Gregg: Two weeks to take the fight to ISIS
The Senate and House are returning for two weeks. Those members who are not up for reelection will then head off to travel, while the others will go home to meet their employers before the elections in November.
{mosads}Former British Prime Minister Harold Wilson famously declared, “a week is a long time in politics.” So just think how much can happen in two weeks.
There are those who will scoff and say, “The Congress is not going to do anything in the next two weeks. They are just going to mark time before the election.”
But that cynicism is misguided. There are many important things that Congress could, in fact, do.
They could make it clear that we are going to stand up to the very real and growing threat from ISIS, the Islamic State in Iraq and Syria. On this matter — and on the threat of terrorism more generally — we can no longer afford the denial of the elite, who claim that there is no evil in the world because all things are relative.
ISIS is as real and as evil as any enemy we have seen since Nazi Germany.
It is asymmetrical in its threat, making it even more difficult to deal with in many ways than the Soviet Union.
It is driven by a view of the world and of life that we Westerners cannot wrap our minds around. That worldview is simply not rational by our standards, appearing instead as an incomprehensible fanaticism that has no apparent boundaries to its hatred and violence.
But this obscures the fact that we have seen similar periods of fanatical chaos in Western history: the Inquisition, Hitler’s Germany and even (albeit to a lesser degree) the ethnic strife that tore apart the Balkans in the 1990s all spring, grimly, to mind.
We should not, therefore, be surprised that people can organize around a banner of such vicious, essentially genocidal activity.
We should instead acknowledge it for what it is — a real and present danger not only to those in its immediate path, especially the Kurds, but to us right here in America.
These folks do not throw out idle threats. When they say they want to do us harm, they mean it. They intend, if they are capable, to do that harm in a major way here.
Some good fortune has fallen on us, though. The leaders and followers of ISIS have organized themselves into something resembling a country. Thus, rather then having the advantage of being a non-identifiable moving band of cells, as in the case of al Qaeda, ISIS is a very identifiable and findable nascent nation-state.
As a result, ISIS can be targeted and attacked. Such a U.S.-led effort would not be about saving Iraq or returning to Iraq — it would be about stopping, or at least massively degrading, a clear and present danger to the American people.
Where do the president and Congress come into this effort?
The president should address the Congress.
He should confirm the threat.
He should take the opportunity to call in Middle Eastern states as well as Western nations. There are many nations in the Middle East that must be genuinely concerned about the methods and goals of ISIS.
The president should also ask for additional appropriations to significantly upgrade our intelligence-gathering capabilities; to arm the Kurds; to assist the Iraqis to the extent it makes sense; and to use force, not boots on the ground, to dramatically undermine ISIS and those in Syria who support ISIS.
The purpose here is not to nation-build. It is to destroy an evil masquerading as a nation.
Obama should, above all, define the threat as real and immediate and lead the country in confronting it.
Congress should support him in a bipartisan manner that leaves politics in this instance at the water’s edge, election or no election.
This situation has disturbing historical references. In the mid-1930s, America, dealing with its economic troubles and in a post-WWI isolationist stupor, allowed Nazi Germany to rise and commit the world to a path of war. The result was genocide.
Although ISIS has nothing close to the economic or structural capability of Hitler’s Germany, it does have strengths that make it hugely threatening.
It is in the process of creating a fundamentalist religious state that makes Iran look rational. It has the capability to speak for and to millions of Muslims across the globe — especially from Libya to Pakistan — who are angry and disgruntled about their lives and who seek a path to purpose.
Remember, there are one billion Muslims in the world. If only 1 percent of those people were to be attracted to the hate of ISIS, the group would have a following of 10 million. It took only 20 to attack us on 9/11.
Such a threat cannot be ignored. It should be confronted now.
The next two weeks, while both the president and the Congress are in Washington, is the right time to start.
Judd Gregg (R) is a former governor and three-term senator from New Hampshire who served as chairman and ranking member of the Senate Budget Committee and as ranking member of the Senate Appropriations Foreign Operations Subcommittee.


▶ TASK REQUIREMENTS
Search the data below for the word "figure" and report how many lines contain it. Nothing but the number is needed.

▶ SUPPLIED INFORMATION
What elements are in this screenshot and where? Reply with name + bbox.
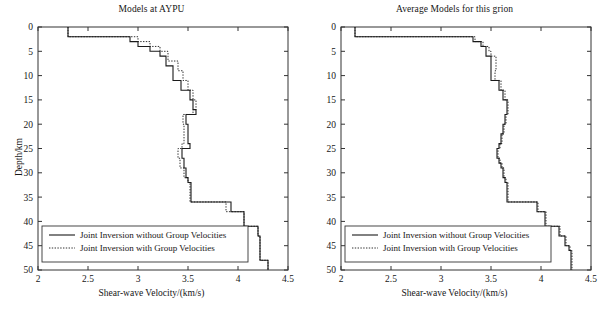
plot-panel-left: Models at AYPU 22.533.544.50510152025303… (0, 0, 303, 300)
y-axis-label-left: Depth/km (14, 138, 24, 176)
svg-text:10: 10 (327, 71, 337, 81)
svg-text:3: 3 (136, 274, 141, 284)
plot-area-left: 22.533.544.505101520253035404550Joint In… (0, 0, 303, 300)
x-axis-label-right: Shear-wave Velocity/(km/s) (303, 288, 606, 298)
svg-text:10: 10 (24, 71, 34, 81)
svg-text:50: 50 (24, 265, 34, 275)
figure-bottom-margin (0, 300, 607, 312)
svg-text:5: 5 (28, 47, 33, 57)
svg-text:2: 2 (339, 274, 344, 284)
svg-text:0: 0 (331, 22, 336, 32)
svg-text:3: 3 (439, 274, 444, 284)
svg-text:4.5: 4.5 (282, 274, 294, 284)
svg-text:4: 4 (539, 274, 544, 284)
svg-text:25: 25 (24, 144, 34, 154)
figure-canvas: Models at AYPU 22.533.544.50510152025303… (0, 0, 607, 312)
svg-text:30: 30 (24, 168, 34, 178)
svg-text:15: 15 (327, 95, 337, 105)
svg-text:50: 50 (327, 265, 337, 275)
svg-text:45: 45 (24, 241, 34, 251)
plot-panel-right: Average Models for this grion 22.533.544… (303, 0, 606, 300)
svg-text:4: 4 (236, 274, 241, 284)
svg-text:20: 20 (24, 120, 34, 130)
svg-text:15: 15 (24, 95, 34, 105)
svg-text:45: 45 (327, 241, 337, 251)
plot-area-right: 22.533.544.505101520253035404550Joint In… (303, 0, 606, 300)
legend-right-dotted-label: Joint Inversion with Group Velocities (383, 243, 518, 253)
svg-text:40: 40 (24, 217, 34, 227)
legend-left-solid-label: Joint Inversion without Group Velocities (80, 230, 227, 240)
svg-text:5: 5 (331, 47, 336, 57)
svg-text:0: 0 (28, 22, 33, 32)
svg-text:2: 2 (36, 274, 41, 284)
legend-right-solid-label: Joint Inversion without Group Velocities (383, 230, 530, 240)
svg-text:2.5: 2.5 (385, 274, 397, 284)
svg-text:20: 20 (327, 120, 337, 130)
svg-text:25: 25 (327, 144, 337, 154)
legend-left-dotted-label: Joint Inversion with Group Velocities (80, 243, 215, 253)
svg-text:3.5: 3.5 (182, 274, 194, 284)
svg-text:40: 40 (327, 217, 337, 227)
svg-text:4.5: 4.5 (585, 274, 597, 284)
svg-text:30: 30 (327, 168, 337, 178)
x-axis-label-left: Shear-wave Velocity/(km/s) (0, 288, 303, 298)
svg-text:3.5: 3.5 (485, 274, 497, 284)
svg-text:2.5: 2.5 (82, 274, 94, 284)
svg-text:35: 35 (24, 193, 34, 203)
svg-text:35: 35 (327, 193, 337, 203)
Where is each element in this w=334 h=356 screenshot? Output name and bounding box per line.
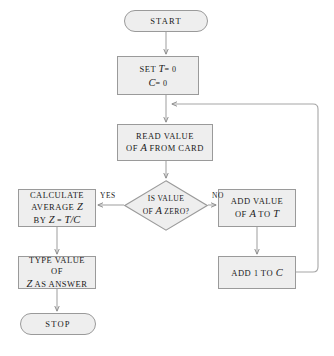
node-decision-line2-prefix: OF [143,207,156,216]
node-addvalue-line1: ADD VALUE [231,196,284,206]
node-type-line1: TYPE VALUE OF [29,255,85,276]
node-decision-line1: IS VALUE [148,194,184,203]
node-addone-label: ADD 1 TO C [228,266,285,279]
node-set-line1-value: = 0 [164,65,176,74]
node-decision-label: IS VALUE OF A ZERO? [140,194,193,217]
node-decision-is-value-zero[interactable]: IS VALUE OF A ZERO? [124,180,208,231]
node-set-line1-prefix: SET [140,64,159,74]
node-addvalue-line2-prefix: OF [235,209,250,219]
node-addone-mid: TO [258,268,275,278]
node-type-line2-suffix: AS ANSWER [32,279,87,289]
flowchart-edges-layer [0,0,334,356]
node-add-one-to-c[interactable]: ADD 1 TO C [218,256,296,289]
node-set-counters[interactable]: SET T= 0 C= 0 [117,56,199,95]
node-read-line1: READ VALUE [136,131,194,141]
node-calculate-line1: CALCULATE [30,190,84,200]
node-addone-var: C [276,267,283,278]
node-start[interactable]: START [124,10,208,32]
node-calculate-line2-prefix: AVERAGE [31,202,77,212]
node-stop-label: STOP [42,319,73,330]
node-calculate-line3-prefix: BY [34,215,49,225]
edge-label-no: NO [212,191,224,200]
node-calculate-line3-eq: = [55,216,65,225]
node-read-label: READ VALUE OF A FROM CARD [123,131,207,155]
node-calculate-label: CALCULATE AVERAGE Z BY Z = T/C [27,190,87,227]
node-calculate-average[interactable]: CALCULATE AVERAGE Z BY Z = T/C [18,189,96,227]
node-calculate-line3-c: C [73,214,80,225]
node-addvalue-label: ADD VALUE OF A TO T [228,196,287,220]
node-read-line2-suffix: FROM CARD [147,143,204,153]
node-read-value[interactable]: READ VALUE OF A FROM CARD [117,124,213,161]
node-addvalue-line2-var2: T [273,208,279,219]
node-start-label: START [147,16,185,27]
node-read-line2-prefix: OF [126,143,141,153]
node-add-value-to-t[interactable]: ADD VALUE OF A TO T [218,189,296,227]
node-addone-prefix: ADD [231,268,254,278]
node-stop[interactable]: STOP [20,313,96,335]
node-type-answer[interactable]: TYPE VALUE OF Z AS ANSWER [18,256,96,289]
flowchart-canvas: START SET T= 0 C= 0 READ VALUE OF A FROM… [0,0,334,356]
node-set-label: SET T= 0 C= 0 [137,62,180,88]
node-decision-line2-suffix: ZERO? [162,207,190,216]
node-addvalue-line2-mid: TO [256,209,273,219]
edge-label-yes: YES [100,191,116,200]
node-type-label: TYPE VALUE OF Z AS ANSWER [19,255,95,289]
node-set-line2-value: = 0 [155,79,167,88]
node-calculate-line2-var: Z [77,201,83,212]
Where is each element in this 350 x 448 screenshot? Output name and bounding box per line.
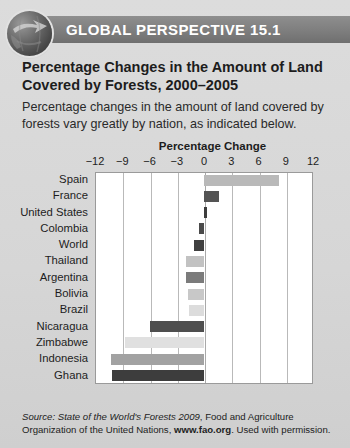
bar-ghana bbox=[112, 370, 204, 381]
bar-colombia bbox=[199, 223, 204, 234]
category-label-nicaragua: Nicaragua bbox=[0, 320, 88, 332]
banner-title: GLOBAL PERSPECTIVE 15.1 bbox=[66, 21, 281, 38]
x-tick-0: 0 bbox=[201, 155, 207, 167]
bar-spain bbox=[204, 175, 279, 186]
x-tick--6: −6 bbox=[143, 155, 156, 167]
bar-row: Indonesia bbox=[0, 351, 350, 367]
bar-row: Zimbabwe bbox=[0, 335, 350, 351]
category-label-united-states: United States bbox=[0, 206, 88, 218]
bar-argentina bbox=[186, 272, 204, 283]
bar-france bbox=[204, 191, 219, 202]
x-tick--3: −3 bbox=[170, 155, 183, 167]
bar-row: France bbox=[0, 188, 350, 204]
x-tick-9: 9 bbox=[283, 155, 289, 167]
bar-bolivia bbox=[188, 289, 204, 300]
bar-world bbox=[194, 240, 204, 251]
category-label-france: France bbox=[0, 189, 88, 201]
bar-row: Nicaragua bbox=[0, 319, 350, 335]
bar-thailand bbox=[186, 256, 204, 267]
source-prefix: Source: bbox=[22, 411, 55, 422]
chart-title: Percentage Change bbox=[0, 140, 350, 152]
category-label-bolivia: Bolivia bbox=[0, 287, 88, 299]
global-perspective-box: GLOBAL PERSPECTIVE 15.1 Percentage Chang… bbox=[0, 0, 350, 448]
category-label-argentina: Argentina bbox=[0, 271, 88, 283]
category-label-spain: Spain bbox=[0, 173, 88, 185]
category-label-indonesia: Indonesia bbox=[0, 352, 88, 364]
globe-arrow-icon bbox=[7, 11, 52, 56]
bar-row: Argentina bbox=[0, 270, 350, 286]
bar-row: World bbox=[0, 237, 350, 253]
source-note: Source: State of the World's Forests 200… bbox=[22, 410, 340, 436]
bar-row: Ghana bbox=[0, 368, 350, 384]
bar-zimbabwe bbox=[125, 337, 204, 348]
x-tick-12: 12 bbox=[307, 155, 319, 167]
category-label-thailand: Thailand bbox=[0, 254, 88, 266]
source-work: State of the World's Forests 2009 bbox=[58, 411, 200, 422]
category-label-brazil: Brazil bbox=[0, 303, 88, 315]
category-label-colombia: Colombia bbox=[0, 222, 88, 234]
bar-indonesia bbox=[111, 354, 204, 365]
category-label-zimbabwe: Zimbabwe bbox=[0, 336, 88, 348]
source-suffix: . Used with permission. bbox=[231, 424, 330, 435]
bar-row: Thailand bbox=[0, 253, 350, 269]
category-label-world: World bbox=[0, 238, 88, 250]
box-title: Percentage Changes in the Amount of Land… bbox=[22, 58, 334, 94]
bar-row: United States bbox=[0, 205, 350, 221]
bar-united-states bbox=[204, 207, 207, 218]
box-header: GLOBAL PERSPECTIVE 15.1 bbox=[0, 10, 350, 50]
bar-rows: SpainFranceUnited StatesColombiaWorldTha… bbox=[0, 172, 350, 384]
bar-row: Brazil bbox=[0, 302, 350, 318]
forest-change-bar-chart: Percentage Change −12−9−6−3036912 SpainF… bbox=[0, 140, 350, 402]
bar-row: Spain bbox=[0, 172, 350, 188]
bar-brazil bbox=[189, 305, 204, 316]
bar-row: Colombia bbox=[0, 221, 350, 237]
x-tick-6: 6 bbox=[255, 155, 261, 167]
x-tick--12: −12 bbox=[86, 155, 105, 167]
source-url[interactable]: www.fao.org bbox=[174, 424, 231, 435]
bar-row: Bolivia bbox=[0, 286, 350, 302]
bar-nicaragua bbox=[150, 321, 205, 332]
box-intro-text: Percentage changes in the amount of land… bbox=[22, 99, 340, 133]
x-axis-ticks: −12−9−6−3036912 bbox=[95, 155, 313, 170]
x-tick-3: 3 bbox=[228, 155, 234, 167]
x-tick--9: −9 bbox=[116, 155, 129, 167]
category-label-ghana: Ghana bbox=[0, 369, 88, 381]
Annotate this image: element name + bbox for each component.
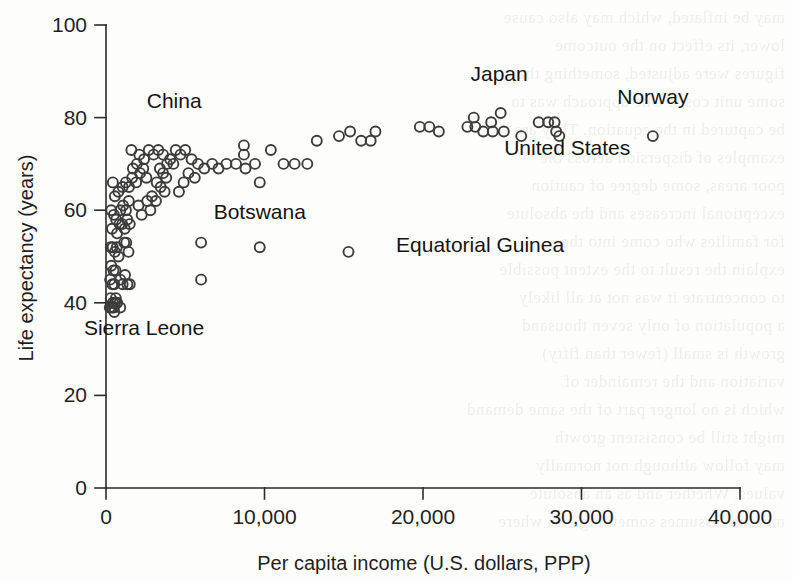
data-point <box>240 164 250 174</box>
data-point <box>255 242 265 252</box>
scatter-chart: 020406080100010,00020,00030,00040,000 Ch… <box>0 0 793 582</box>
y-tick-label: 60 <box>64 198 87 221</box>
point-annotations: ChinaJapanNorwayUnited StatesBotswanaSie… <box>84 62 689 340</box>
data-point <box>496 108 506 118</box>
data-point <box>221 159 231 169</box>
annotation-label: Equatorial Guinea <box>396 233 564 256</box>
data-point <box>290 159 300 169</box>
data-point <box>334 131 344 141</box>
data-point <box>469 113 479 123</box>
y-tick-label: 20 <box>64 383 87 406</box>
data-point <box>196 275 206 285</box>
data-point <box>302 159 312 169</box>
y-tick-label: 40 <box>64 291 87 314</box>
data-point <box>312 136 322 146</box>
data-point <box>345 126 355 136</box>
data-point <box>486 117 496 127</box>
data-point <box>196 238 206 248</box>
x-axis-title: Per capita income (U.S. dollars, PPP) <box>257 552 590 574</box>
data-point <box>648 131 658 141</box>
data-point <box>108 177 118 187</box>
data-point <box>250 159 260 169</box>
y-axis-title: Life expectancy (years) <box>15 155 37 362</box>
y-tick-label: 0 <box>75 476 87 499</box>
data-point <box>434 126 444 136</box>
annotation-label: Botswana <box>214 200 307 223</box>
x-tick-label: 40,000 <box>708 505 772 528</box>
data-point <box>488 126 498 136</box>
x-tick-label: 30,000 <box>549 505 613 528</box>
x-tick-label: 10,000 <box>232 505 296 528</box>
data-point <box>124 247 134 257</box>
annotation-label: China <box>147 89 202 112</box>
data-point <box>344 247 354 257</box>
annotation-label: United States <box>504 136 630 159</box>
figure-page: may be inflated, which may also cause lo… <box>0 0 793 582</box>
data-point <box>266 145 276 155</box>
data-point <box>255 177 265 187</box>
annotation-label: Norway <box>617 85 689 108</box>
data-point <box>133 201 143 211</box>
data-point <box>356 136 366 146</box>
x-tick-label: 20,000 <box>391 505 455 528</box>
data-point <box>534 117 544 127</box>
data-point <box>366 136 376 146</box>
data-point <box>478 126 488 136</box>
data-point <box>424 122 434 132</box>
data-point <box>415 122 425 132</box>
y-tick-label: 80 <box>64 106 87 129</box>
x-tick-label: 0 <box>100 505 112 528</box>
data-point <box>550 117 560 127</box>
annotation-label: Sierra Leone <box>84 316 204 339</box>
y-tick-label: 100 <box>52 13 87 36</box>
data-point <box>126 145 136 155</box>
data-point <box>279 159 289 169</box>
annotation-label: Japan <box>470 62 527 85</box>
data-point <box>174 187 184 197</box>
data-point <box>231 159 241 169</box>
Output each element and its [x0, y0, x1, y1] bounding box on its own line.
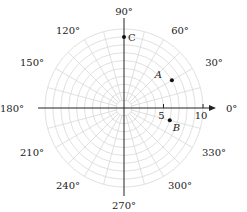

▶ ANSWER TO THIS PROBLEM
3